The Membership Effect
Coolidge does concede that widespread misunderstanding about the nature and role of blockchain technologies remains a challenge for Civil, notwithstanding the company’s numerous website explainers.
So growing the new marketplace may come down to Civil’s ability to do what journalists themselves are asked to do: show, don’t tell.
“As the Sludges and Populas have come out, we’re seeing a cascade effect,” he says. “Independent journalists and news startups see names signed up like Maria Bustillos, a very respected journalist from The New Yorker, or Tom Scocca, a respected editor at Gawker, and it sends a powerful message to their peers.”
David Moore, cofounder of Sludge, believes the Civil platform will help build an engaged community around his policy reporting site, while also making it easier to generate other revenue streams like micro-payments and even targeted donation appeals.
“We think it’s going to make a difference in connecting with our audience,” he says. “There is something like consensus now that the ad-driven model is not sufficient for even a modest-sized organization involved with local, investigative or policy journalism. So membership has to be a big part of the puzzle, and it’s best if membership can be augmented with micro-donations, or à la carte article support. The Civil network offers a really good community and design – how its tech works, and how readers will interact.”

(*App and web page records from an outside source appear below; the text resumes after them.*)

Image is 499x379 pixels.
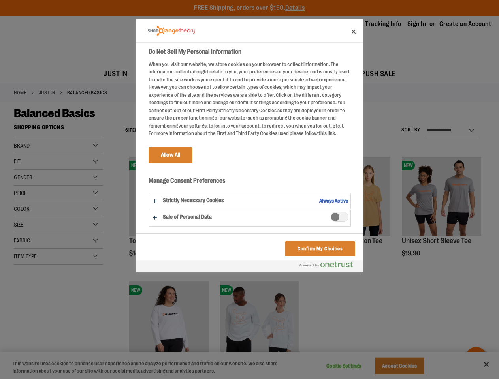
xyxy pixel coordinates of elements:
[148,26,195,36] img: Company Logo
[299,262,359,271] a: Powered by OneTrust Opens in a new Tab
[331,212,349,222] span: Sale of Personal Data
[149,147,192,163] button: Allow All
[285,241,355,256] button: Confirm My Choices
[149,47,351,57] h2: Do Not Sell My Personal Information
[136,19,363,272] div: Preference center
[149,177,351,189] h3: Manage Consent Preferences
[299,262,353,268] img: Powered by OneTrust Opens in a new Tab
[149,60,351,138] div: When you visit our website, we store cookies on your browser to collect information. The informat...
[136,19,363,272] div: Do Not Sell My Personal Information
[148,23,195,39] div: Company Logo
[345,23,362,40] button: Close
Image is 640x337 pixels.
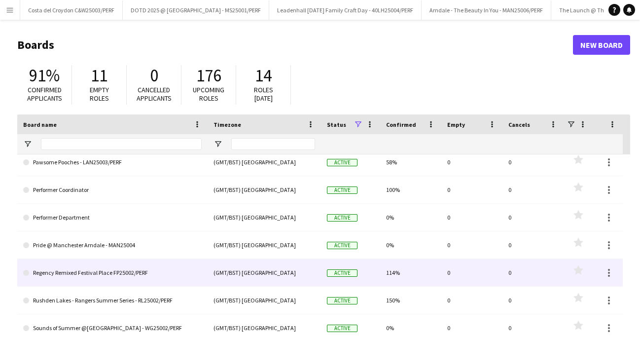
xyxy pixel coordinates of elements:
div: 100% [380,176,441,203]
div: 0 [441,176,502,203]
input: Board name Filter Input [41,138,202,150]
span: Empty roles [90,85,109,103]
div: 0 [502,231,564,258]
div: (GMT/BST) [GEOGRAPHIC_DATA] [208,231,321,258]
div: 0 [502,259,564,286]
span: Active [327,324,357,332]
span: Confirmed [386,121,416,128]
span: Board name [23,121,57,128]
span: 176 [196,65,221,86]
button: Costa del Croydon C&W25003/PERF [20,0,123,20]
span: Cancels [508,121,530,128]
button: Open Filter Menu [23,140,32,148]
div: 150% [380,286,441,314]
span: Active [327,297,357,304]
div: 0 [441,231,502,258]
a: Rushden Lakes - Rangers Summer Series - RL25002/PERF [23,286,202,314]
span: 91% [29,65,60,86]
span: 14 [255,65,272,86]
div: 0 [502,286,564,314]
span: Status [327,121,346,128]
div: 0% [380,204,441,231]
span: Roles [DATE] [254,85,273,103]
a: Pride @ Manchester Arndale - MAN25004 [23,231,202,259]
span: 11 [91,65,107,86]
input: Timezone Filter Input [231,138,315,150]
a: Pawsome Pooches - LAN25003/PERF [23,148,202,176]
div: (GMT/BST) [GEOGRAPHIC_DATA] [208,176,321,203]
button: Arndale - The Beauty In You - MAN25006/PERF [422,0,551,20]
div: (GMT/BST) [GEOGRAPHIC_DATA] [208,259,321,286]
span: Active [327,214,357,221]
button: DOTD 2025 @ [GEOGRAPHIC_DATA] - MS25001/PERF [123,0,269,20]
div: (GMT/BST) [GEOGRAPHIC_DATA] [208,286,321,314]
a: Performer Coordinator [23,176,202,204]
span: 0 [150,65,158,86]
span: Cancelled applicants [137,85,172,103]
div: 0 [441,204,502,231]
span: Active [327,269,357,277]
a: New Board [573,35,630,55]
div: 114% [380,259,441,286]
div: 0 [441,286,502,314]
div: 0 [502,176,564,203]
button: Leadenhall [DATE] Family Craft Day - 40LH25004/PERF [269,0,422,20]
span: Upcoming roles [193,85,224,103]
div: 0 [441,148,502,176]
button: Open Filter Menu [214,140,222,148]
div: (GMT/BST) [GEOGRAPHIC_DATA] [208,148,321,176]
div: 0 [502,148,564,176]
a: Performer Department [23,204,202,231]
div: 0 [502,204,564,231]
span: Active [327,159,357,166]
span: Active [327,186,357,194]
a: Regency Remixed Festival Place FP25002/PERF [23,259,202,286]
span: Active [327,242,357,249]
div: 0% [380,231,441,258]
span: Timezone [214,121,241,128]
span: Confirmed applicants [27,85,62,103]
h1: Boards [17,37,573,52]
span: Empty [447,121,465,128]
div: (GMT/BST) [GEOGRAPHIC_DATA] [208,204,321,231]
div: 58% [380,148,441,176]
div: 0 [441,259,502,286]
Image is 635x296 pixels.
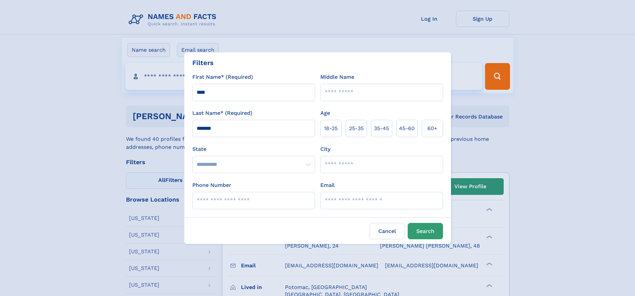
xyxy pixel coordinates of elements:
label: First Name* (Required) [192,73,253,81]
label: City [320,145,330,153]
span: 35‑45 [374,124,389,132]
span: 18‑25 [324,124,338,132]
label: Middle Name [320,73,354,81]
label: Age [320,109,330,117]
span: 45‑60 [399,124,415,132]
span: 60+ [427,124,437,132]
button: Search [408,223,443,239]
div: Filters [192,58,214,68]
label: Cancel [370,223,405,239]
label: State [192,145,315,153]
span: 25‑35 [349,124,364,132]
label: Phone Number [192,181,231,189]
label: Last Name* (Required) [192,109,252,117]
label: Email [320,181,335,189]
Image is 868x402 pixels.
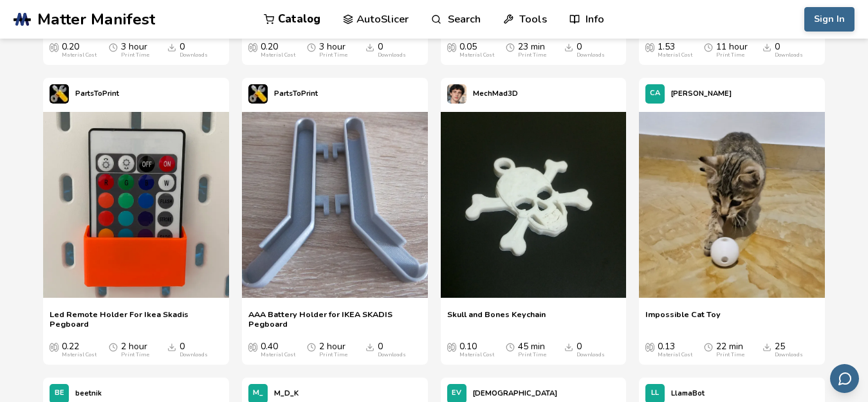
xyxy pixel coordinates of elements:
span: Downloads [564,42,573,52]
div: Material Cost [261,52,296,59]
div: 0.20 [61,42,96,59]
span: Average Cost [447,342,456,352]
div: 0.10 [459,342,494,358]
span: Downloads [366,42,375,52]
div: Downloads [378,52,406,59]
span: Average Print Time [704,42,713,52]
div: 23 min [518,42,546,59]
span: Average Cost [248,42,258,52]
div: 0 [576,42,604,59]
p: [PERSON_NAME] [672,87,732,100]
div: 3 hour [319,42,348,59]
img: MechMad3D's profile [447,84,467,104]
div: Material Cost [261,352,296,358]
div: 0.20 [261,42,296,59]
p: [DEMOGRAPHIC_DATA] [473,386,557,400]
div: Material Cost [657,352,692,358]
span: Average Cost [49,342,59,352]
span: Average Cost [248,342,258,352]
div: 0 [179,342,208,358]
span: Average Print Time [307,342,316,352]
div: Downloads [378,352,406,358]
div: 0.22 [61,342,96,358]
a: MechMad3D's profileMechMad3D [441,77,524,109]
span: Average Print Time [505,342,515,352]
span: Average Print Time [505,42,515,52]
span: BE [55,389,64,397]
span: Average Print Time [109,42,118,52]
span: Average Cost [49,42,59,52]
div: Downloads [774,352,803,358]
div: Material Cost [61,352,96,358]
p: PartsToPrint [76,87,119,100]
span: Average Cost [447,42,456,52]
p: MechMad3D [473,87,518,100]
div: 0.05 [459,42,494,59]
div: 25 [774,342,803,358]
span: Average Print Time [704,342,713,352]
div: 0 [774,42,803,59]
div: 2 hour [121,342,149,358]
div: 0 [378,342,406,358]
a: Led Remote Holder For Ikea Skadis Pegboard [49,310,223,328]
span: Average Print Time [109,342,118,352]
div: Downloads [576,352,604,358]
div: Downloads [179,52,208,59]
span: Downloads [762,42,772,52]
div: Material Cost [657,52,692,59]
a: PartsToPrint's profilePartsToPrint [242,77,324,109]
a: AAA Battery Holder for IKEA SKADIS Pegboard [248,310,421,328]
div: Print Time [716,352,744,358]
a: PartsToPrint's profilePartsToPrint [43,77,126,109]
div: 0 [179,42,208,59]
p: PartsToPrint [274,87,318,100]
p: M_D_K [274,386,298,400]
span: EV [451,389,461,397]
img: PartsToPrint's profile [49,84,69,104]
div: Material Cost [61,52,96,59]
span: Matter Manifest [38,10,155,28]
span: Downloads [167,342,177,352]
div: Print Time [716,52,744,59]
span: Downloads [366,342,375,352]
p: beetnik [76,386,102,400]
div: 0.13 [657,342,692,358]
div: Print Time [518,352,546,358]
a: Impossible Cat Toy [645,310,721,328]
div: 45 min [518,342,546,358]
span: Average Cost [645,42,655,52]
div: 0.40 [261,342,296,358]
button: Sign In [805,7,855,31]
div: Print Time [121,352,149,358]
span: Downloads [564,342,573,352]
div: Material Cost [459,352,494,358]
div: Print Time [121,52,149,59]
p: LlamaBot [672,386,705,400]
span: M_ [253,389,264,397]
span: Average Print Time [307,42,316,52]
button: Send feedback via email [830,364,859,393]
div: Downloads [774,52,803,59]
div: 0 [576,342,604,358]
div: Downloads [576,52,604,59]
div: Print Time [319,352,348,358]
div: 11 hour [716,42,748,59]
span: Downloads [167,42,177,52]
a: Skull and Bones Keychain [447,310,546,328]
div: 0 [378,42,406,59]
div: 22 min [716,342,744,358]
div: 3 hour [121,42,149,59]
div: Print Time [319,52,348,59]
div: Material Cost [459,52,494,59]
div: Downloads [179,352,208,358]
span: Average Cost [645,342,655,352]
span: CA [650,90,660,98]
div: Print Time [518,52,546,59]
div: 2 hour [319,342,348,358]
div: 1.53 [657,42,692,59]
span: LL [651,389,659,397]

But Damian Radcliffe, a professor of journalism at the University of Oregon, says the platform could pose some new risks for fledgling newsrooms, warning that the broader revenue value of blockchain platforms “is unproven.”
“Blockchain won’t be a panacea,” he says. “Newsrooms and media organizations will need to continue to diversify their revenue base, embracing a wide range of means to attract income. That traditional advertising revenues will continue to drop, for most publishers, seems pretty certain. We need bold, brave ideas to help support – and fund – the journalism of today, and the future. So, these experiments will be exciting to watch unfold.”
Rowan Philp is a multiple award-winning journalist who has worked in more than two dozen countries. Currently based in Boston, Philp was the chief reporter and London bureau chief for South Africa’s Sunday Times for 15 years.